Beasts of the Southern Wild (2012), directed by Benh Zeitlin

This film comes from a definable line of what I tend to call Southern gothic filmmakers, although maybe that’s wildly inaccurate. Whatever. I’m sticking with it.

The grandfather of this style is Terrence Malick, who really created this wistful, carefully paced, heavy on the metaphysical narrative style of movie with Days of Heaven, The Thin Red Line and most recently The Tree of Life. Perhaps the underrated The New World is most comparable to this film.

David Gordon Green took up the cause too with All the Real Girls and the modern masterpiece George Washington. And then he started directing rubbish comedies. But get me drunk some time and we can talk about that.

Beasts of the Southern Wild has that flavour, with its focus on nature, its pulsating, overloading score that crashes out of the screen and defines the imagery, its focus on both the micro lives of humans and a macro sense of the universe. It’s a little faster than a Malick film and has enough distance from his films to avoid accusations of copycat-ism but the lineage is there.

For that reason, and maybe because I’m such a big fan of Malick’s, I wasn’t blown away by the film’s style. I appreciated it, certainly, but it is by no means a revelation. There seems to be a lot of people losing their heads over this film, and while I certainly agree that it’s worthy of praise, I can’t say I had the same immediate reaction.

It’s no “game changer”, as one critic put it.

It’s a beautiful film, there is no doubt. It’s wonderfully shot, with an amazing eye for colour and space. The editing and music and action on the screen all come together with a swirling energy that captures your imagination and lifts its downtrodden story into something magical. At times it is almost literally breathtaking, both with its beauty and the chest-swelling hope it inspires. It’s almost a spiritual experience.

If it falls short anywhere, and something inside me tells me it did fall short, it’s perhaps in story. While I walked away from it with sounds, images and dialogue filling my senses, looking back on it now, a couple of days later, I have trouble finding a cohesive sense of the plot.
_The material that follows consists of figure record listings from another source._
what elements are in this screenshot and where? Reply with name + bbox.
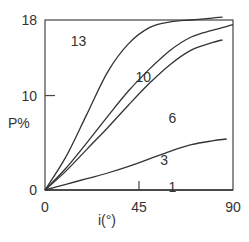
y-tick-label: 0 [29, 182, 37, 198]
y-tick-label: 18 [21, 12, 37, 28]
axis-ticks: 0101804590 [21, 12, 241, 215]
x-tick-label: 0 [41, 199, 49, 215]
x-tick-label: 90 [225, 199, 241, 215]
curve-label-1: 1 [169, 179, 177, 195]
x-axis-label: i(°) [98, 212, 116, 228]
curve-label-13: 13 [71, 33, 87, 49]
curve-label-6: 6 [169, 110, 177, 126]
y-tick-label: 10 [21, 88, 37, 104]
x-tick-label: 45 [131, 199, 147, 215]
y-axis-label: P% [8, 115, 30, 131]
curve-label-10: 10 [135, 69, 151, 85]
curve-label-3: 3 [160, 152, 168, 168]
curve-6 [45, 40, 223, 190]
curve-10 [45, 25, 233, 190]
chart-container: 0101804590 1310631 P% i(°) [0, 0, 249, 242]
line-chart: 0101804590 1310631 P% i(°) [0, 0, 249, 242]
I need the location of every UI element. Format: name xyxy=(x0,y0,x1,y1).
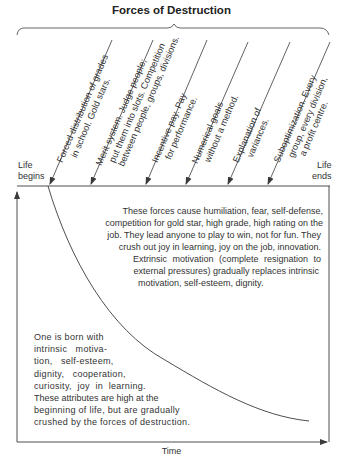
paragraph-line: motivation, self-esteem, dignity. xyxy=(80,277,335,289)
life-ends-line: Life xyxy=(312,160,332,171)
paragraph-line: job. They lead anyone to play to win, no… xyxy=(80,229,335,241)
paragraph-line: beginning of life, but are gradually xyxy=(34,404,190,416)
paragraph-line: crush out joy in learning, joy on the jo… xyxy=(80,241,335,253)
paragraph-line: intrinsic motiva- xyxy=(34,343,190,355)
brace xyxy=(17,24,329,35)
life-begins-line: Life xyxy=(18,160,45,171)
paragraph-line: These forces cause humiliation, fear, se… xyxy=(80,205,335,217)
paragraph-line: crushed by the forces of destruction. xyxy=(34,416,190,428)
paragraph-line: competition for gold star, high grade, h… xyxy=(80,217,335,229)
paragraph-line: dignity, cooperation, xyxy=(34,368,190,380)
paragraph-line: curiosity, joy in learning. xyxy=(34,380,190,392)
effects-paragraph: These forces cause humiliation, fear, se… xyxy=(80,205,335,289)
life-ends-line: ends xyxy=(312,171,332,182)
paragraph-line: external pressures) gradually replaces i… xyxy=(80,265,335,277)
life-begins-line: begins xyxy=(18,171,45,182)
paragraph-line: These attributes are high at the xyxy=(34,392,190,404)
life-begins-label: Life begins xyxy=(18,160,45,182)
paragraph-line: tion, self-esteem, xyxy=(34,355,190,367)
intrinsic-paragraph: One is born with intrinsic motiva- tion,… xyxy=(34,331,190,429)
life-ends-label: Life ends xyxy=(312,160,332,182)
paragraph-line: One is born with xyxy=(34,331,190,343)
x-axis-label: Time xyxy=(0,446,343,456)
paragraph-line: Extrinsic motivation (complete resignati… xyxy=(80,253,335,265)
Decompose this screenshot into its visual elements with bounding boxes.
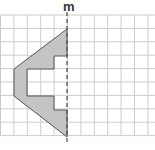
symmetry-diagram bbox=[0, 0, 155, 150]
symmetry-line-label: m bbox=[63, 0, 75, 14]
It’s about the New Orleans disaster. It’s about a group of people trying to live outside of modern industrial civilization. It’s about a young girl trying to make sense of a dangerous, disappointing and yet mysterious world.
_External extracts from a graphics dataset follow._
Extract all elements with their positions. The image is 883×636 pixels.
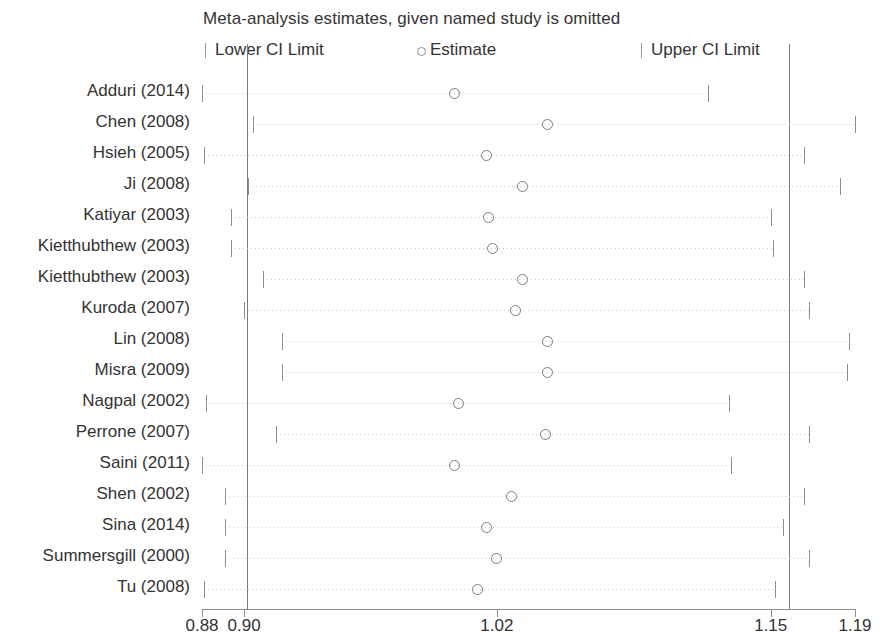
upper-ci-marker	[809, 550, 810, 567]
estimate-marker	[472, 584, 483, 595]
x-axis-tick-label: 0.88	[185, 616, 218, 636]
x-axis-tick-label: 0.90	[228, 616, 261, 636]
x-axis-tick-label: 1.02	[480, 616, 513, 636]
lower-ci-marker	[282, 364, 283, 381]
estimate-marker	[510, 305, 521, 316]
study-label: Misra (2009)	[0, 360, 190, 380]
plot-rows: Adduri (2014)Chen (2008)Hsieh (2005)Ji (…	[0, 0, 883, 636]
upper-ci-marker	[809, 426, 810, 443]
study-label: Perrone (2007)	[0, 422, 190, 442]
study-row: Saini (2011)	[0, 450, 883, 481]
confidence-interval-line	[231, 248, 772, 249]
confidence-interval-line	[282, 372, 847, 373]
estimate-marker	[487, 243, 498, 254]
upper-ci-marker	[809, 302, 810, 319]
x-axis-tick-label: 1.15	[754, 616, 787, 636]
study-label: Nagpal (2002)	[0, 391, 190, 411]
lower-ci-marker	[244, 302, 245, 319]
study-row: Kietthubthew (2003)	[0, 233, 883, 264]
estimate-marker	[540, 429, 551, 440]
x-axis-tick-label: 1.19	[838, 616, 871, 636]
confidence-interval-line	[263, 279, 804, 280]
lower-ci-marker	[282, 333, 283, 350]
upper-ci-marker	[849, 333, 850, 350]
lower-ci-marker	[231, 209, 232, 226]
study-label: Saini (2011)	[0, 453, 190, 473]
confidence-interval-line	[244, 310, 809, 311]
upper-ci-marker	[855, 116, 856, 133]
x-axis-line	[202, 609, 855, 610]
upper-ci-marker	[771, 209, 772, 226]
lower-ci-marker	[206, 395, 207, 412]
study-row: Katiyar (2003)	[0, 202, 883, 233]
lower-ci-marker	[225, 550, 226, 567]
estimate-marker	[449, 88, 460, 99]
study-row: Summersgill (2000)	[0, 543, 883, 574]
confidence-interval-line	[204, 155, 804, 156]
upper-ci-marker	[783, 519, 784, 536]
estimate-marker	[542, 119, 553, 130]
study-row: Kietthubthew (2003)	[0, 264, 883, 295]
estimate-marker	[517, 181, 528, 192]
confidence-interval-line	[248, 186, 840, 187]
confidence-interval-line	[253, 124, 855, 125]
study-label: Lin (2008)	[0, 329, 190, 349]
estimate-marker	[542, 367, 553, 378]
confidence-interval-line	[282, 341, 849, 342]
study-row: Chen (2008)	[0, 109, 883, 140]
upper-ci-marker	[804, 147, 805, 164]
study-row: Misra (2009)	[0, 357, 883, 388]
study-label: Summersgill (2000)	[0, 546, 190, 566]
estimate-marker	[517, 274, 528, 285]
upper-ci-marker	[731, 457, 732, 474]
lower-ci-marker	[202, 85, 203, 102]
lower-ci-marker	[202, 457, 203, 474]
lower-ci-marker	[225, 488, 226, 505]
lower-ci-marker	[231, 240, 232, 257]
study-label: Hsieh (2005)	[0, 143, 190, 163]
lower-ci-marker	[248, 178, 249, 195]
lower-ci-marker	[253, 116, 254, 133]
study-label: Kuroda (2007)	[0, 298, 190, 318]
upper-ci-marker	[804, 488, 805, 505]
upper-ci-marker	[775, 581, 776, 598]
upper-ci-marker	[773, 240, 774, 257]
study-row: Hsieh (2005)	[0, 140, 883, 171]
study-label: Chen (2008)	[0, 112, 190, 132]
upper-ci-marker	[804, 271, 805, 288]
study-row: Sina (2014)	[0, 512, 883, 543]
study-label: Shen (2002)	[0, 484, 190, 504]
upper-ci-marker	[840, 178, 841, 195]
upper-ci-marker	[729, 395, 730, 412]
study-label: Kietthubthew (2003)	[0, 236, 190, 256]
lower-ci-marker	[204, 147, 205, 164]
study-row: Ji (2008)	[0, 171, 883, 202]
estimate-marker	[483, 212, 494, 223]
lower-ci-marker	[225, 519, 226, 536]
influence-plot: Meta-analysis estimates, given named stu…	[0, 0, 883, 636]
study-row: Tu (2008)	[0, 574, 883, 605]
lower-ci-marker	[276, 426, 277, 443]
study-label: Ji (2008)	[0, 174, 190, 194]
confidence-interval-line	[206, 403, 728, 404]
study-label: Kietthubthew (2003)	[0, 267, 190, 287]
estimate-marker	[449, 460, 460, 471]
estimate-marker	[542, 336, 553, 347]
upper-ci-marker	[708, 85, 709, 102]
estimate-marker	[491, 553, 502, 564]
study-row: Nagpal (2002)	[0, 388, 883, 419]
lower-ci-marker	[263, 271, 264, 288]
study-row: Shen (2002)	[0, 481, 883, 512]
confidence-interval-line	[225, 558, 808, 559]
study-label: Adduri (2014)	[0, 81, 190, 101]
confidence-interval-line	[225, 527, 783, 528]
confidence-interval-line	[204, 589, 775, 590]
confidence-interval-line	[231, 217, 770, 218]
estimate-marker	[481, 522, 492, 533]
lower-ci-marker	[204, 581, 205, 598]
upper-ci-marker	[847, 364, 848, 381]
estimate-marker	[506, 491, 517, 502]
study-label: Sina (2014)	[0, 515, 190, 535]
study-label: Tu (2008)	[0, 577, 190, 597]
estimate-marker	[481, 150, 492, 161]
All of this is strong, but I still felt like something was missing.

There’s certainly struggle, but because it’s so ethereal you really need a stark, simple, strong conflict to hold it all together. Think opera. Think the defining lines of a Rothko. I had a hard time really feeling that struggle.
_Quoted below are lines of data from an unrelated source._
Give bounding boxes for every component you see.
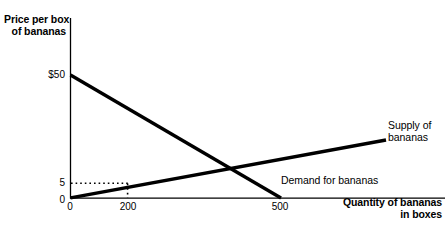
x-tick-label-200: 200	[111, 201, 145, 213]
y-tick-label-5: 5	[31, 177, 65, 189]
supply-curve-label: Supply ofbananas	[388, 119, 444, 144]
supply-curve	[71, 140, 387, 198]
y-axis-title-line-2: of bananas	[12, 25, 66, 37]
x-axis-title-line-1: Quantity of bananas	[343, 196, 442, 208]
y-axis-title-line-1: Price per box	[4, 13, 69, 25]
y-axis-title: Price per boxof bananas	[4, 13, 66, 38]
y-tick-label-50: $50	[31, 69, 65, 81]
supply-curve-label-line-1: Supply of	[388, 119, 431, 131]
x-axis-title: Quantity of bananasin boxes	[337, 196, 442, 221]
supply-demand-chart: Price per boxof bananas Quantity of bana…	[0, 0, 445, 232]
demand-curve-label: Demand for bananas	[281, 174, 401, 186]
x-axis-title-line-2: in boxes	[400, 208, 442, 220]
x-tick-label-0: 0	[53, 201, 87, 213]
x-tick-label-500: 500	[263, 201, 297, 213]
supply-curve-label-line-2: bananas	[388, 131, 428, 143]
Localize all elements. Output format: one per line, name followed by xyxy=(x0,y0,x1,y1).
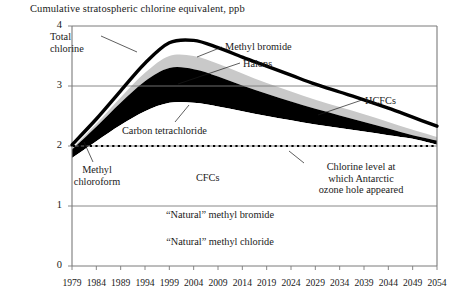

One of the best sequences in the film is when they end up in a shelter, because of the stark contrast to the seemingly unreal world these characters inhabit. I didn’t really understand their plight until this scene but once they escaped the shelter I got it.

But one scene doesn’t bring the room together. I still feel that despite the assault on my senses, the wonderful, dizzying assault, something lacked in the film to bring it all together. This might be one of those lame moments that critics avoid where I have to say I don’t know what that was, but despite the experience of seeing the movie, and it was experience, something held me back from loving it entirely.

I’m fully willing to admit that this might be one of those films that I need to see again and could possibly come to fall in love with. I hope so, because of its heart, its ambition, its majesty. I want to love it. But so far, I just don’t.

Beasts of the Southern Wild is in theatres now.